Fool-Proofing Your Consultant Hiring Tactics
When companies hire staff, it sometimes becomes necessary to bring consultants aboard to provide expertise and to fill skills gaps on temporary or part-time bases. Here are some ways to ensure you’re hiring the best consultants along with other recruiting strategies for hard-to-fill positions.
In most cases, consultants should not be hired to perform day-to-day tasks that could be assigned to full-time, regular employees. Here are some types of work for which consultants are most often hired:
- Strategy
- Human resources
- Operations
- Risk and compliance
- Financial advice
- Marketing and sales
- Legal
When to Hire a Consultant
Consultants are not needed in all situations. Here are some conditions that indicate a consultant may be required.
1. Not enough in-house resources.
This is different than just lacking workers to complete tasks. Lacking resources means specific skills and talented are needed to accomplish goals and objectives. These can often be supplied by consultants.
2. Unique insights.
A consultant should bring unique and valuable insights to the table existing staff members can’t. Consultants with the right insights can help companies become more profitable and grow faster, and they often pay for themselves even though they come with high price tags.
3. Ability to audit.
Consultants can be assets when auditing your programs as they’ll bring measures of objectivity to efforts in-house individuals don’t. Most teams also don’t have time to self-audit and still handle the rest of their workloads. When you conduct successful audits, you can streamline and increase the effectiveness of what you’re already doing so you can take on more or cut the costs of your existing services.
What to Look for in a Consultant
Hiring a consultant brings many of the same challenges any type of recruiting does. However, there’s less of an ability to look at the consultant’s track record and prior experience because they’re a non-traditional employee trying to get a job. Here are some things to look for when choosing a consultant.
Ask for Proof
A quality consultant should be able to provide case studies of previous projects and show the value they’ve been able to provide, how each project turned out, and the benefits of their services to a company. If a consultant can’t provide case studies, even anonymized ones, you may want to think twice about using them.
The Right Price
To some extent, you’ll get what you pay for in a consultant. The superb ones have earned the right to charge high prices as they’ve delivered for their clients. If you’re a small business or just starting out, however, it doesn’t make sense to use the same consultant a Fortune 500 company uses even if you can afford it.
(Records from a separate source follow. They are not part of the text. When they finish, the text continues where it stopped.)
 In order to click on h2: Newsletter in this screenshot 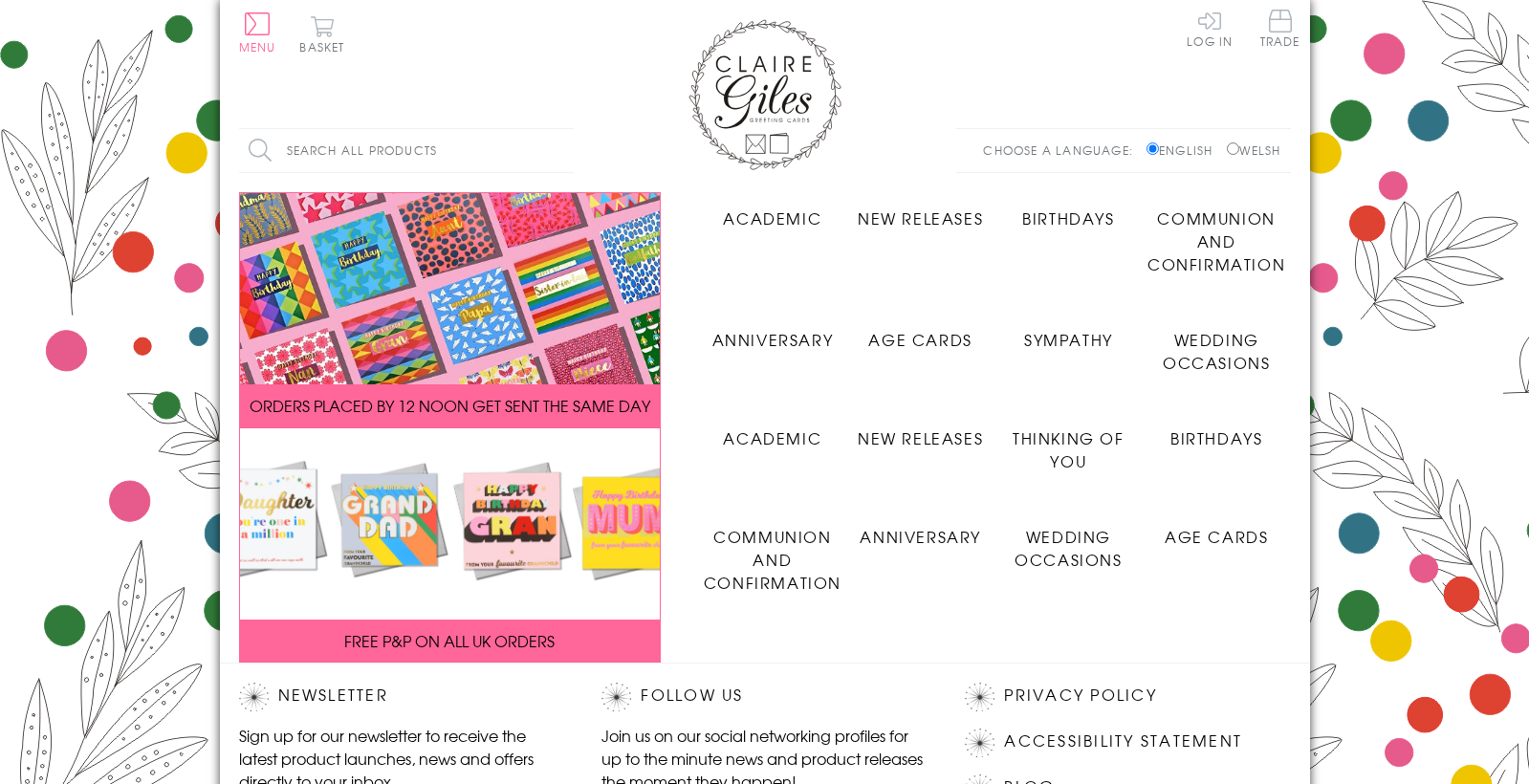, I will do `click(402, 697)`.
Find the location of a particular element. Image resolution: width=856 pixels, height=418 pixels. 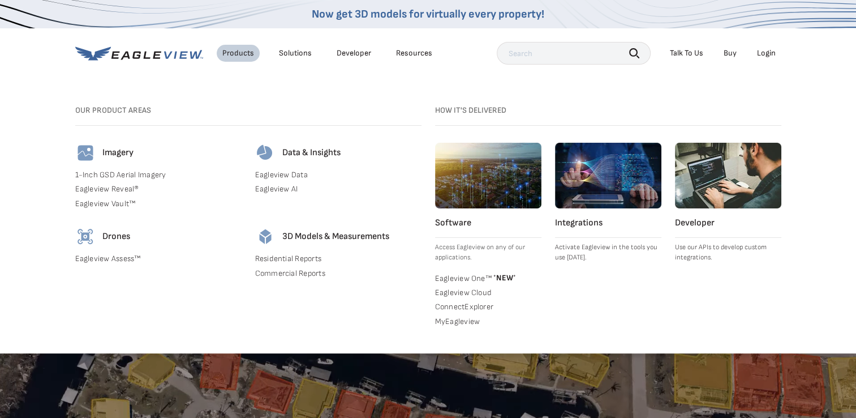

a: ConnectExplorer is located at coordinates (488, 307).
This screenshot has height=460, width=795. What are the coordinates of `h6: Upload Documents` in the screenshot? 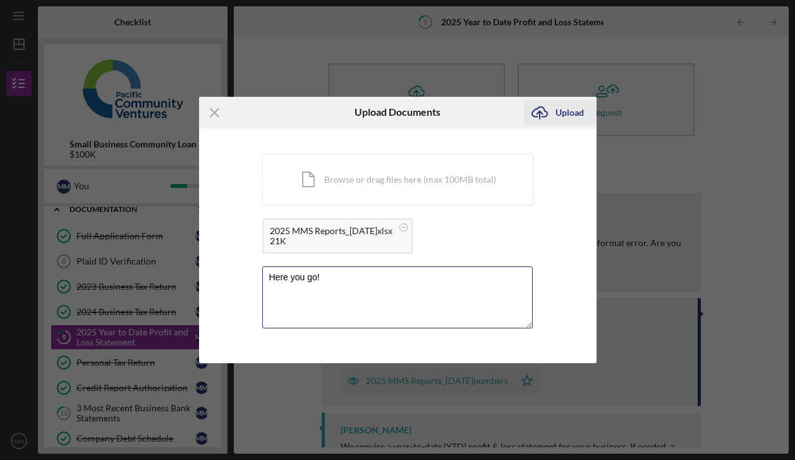 It's located at (398, 112).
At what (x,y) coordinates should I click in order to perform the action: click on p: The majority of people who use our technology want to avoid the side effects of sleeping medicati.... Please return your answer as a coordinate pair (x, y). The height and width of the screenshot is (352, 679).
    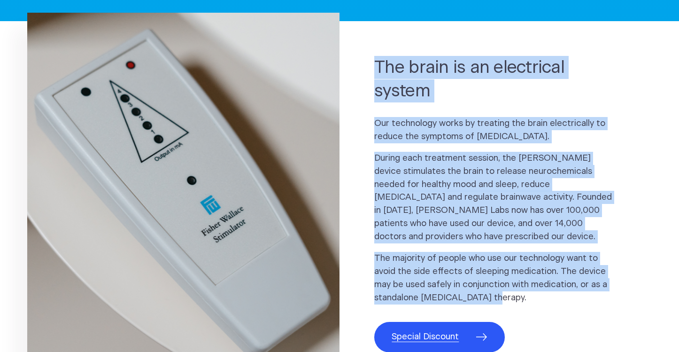
    Looking at the image, I should click on (495, 277).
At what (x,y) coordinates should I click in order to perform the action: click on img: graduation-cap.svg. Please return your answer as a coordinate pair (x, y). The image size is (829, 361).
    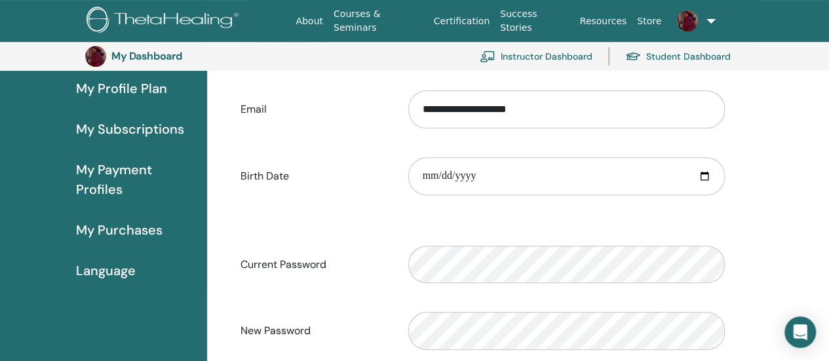
    Looking at the image, I should click on (633, 56).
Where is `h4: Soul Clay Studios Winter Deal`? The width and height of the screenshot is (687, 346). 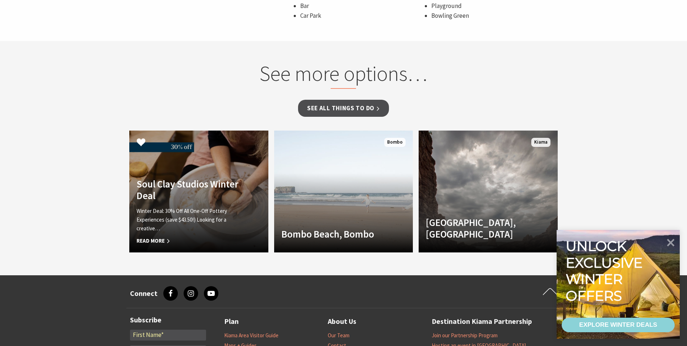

Finding the right fit for your company size isn’t easy, but it can be done with some research and diligence. Look for consultants that work with companies the same size as yours, and make sure they have positive track records supporting them.
Once You Hire
The recruiting process isn’t over once you hire the consultant you need. It’s important to have a way to measure the success of the consultant’s performance just like any other employee so you can tell whether they’re helping your business.
Setting the Stage
Many companies don’t do a good job with employees, let alone consultants, in setting expectations and giving them ways to measure their performances or know how they’re doing. This is important with consultants as they may not be subject to the regular review processes of human resources other employees enjoy.
If possible, let consultants know the expected timelines, budgets, how often you want updates, and who they should be collaborating with and reporting to as they work.
Determining Key Metrics
It’s important to know what metrics will measure success for a consultant and how you’ll know whether they’ve been successful. These will be different in almost every case, but you should know them and communicate them to the consultant as close to the beginning of the process as possible.
One metric that might be valuable to measure the effectiveness of hiring a consultant is ROI (return on investment). To determine ROI, you look at how much the bottom line has improved since bringing a consultant onto your team and subtract the cost of the consultant from that number. If you’re still above zero, the consultant has more than paid for him or herself and has brought lasting value to your company.
You can also look at long-term ROI (i.e., cost savings or increased profits per month) even after the consultant’s contract is over. In most cases, if part of the consultant’s job was to improve processes, this will result in a positive ROI.
GDH can help you find the best consultants for your company. We find star employees.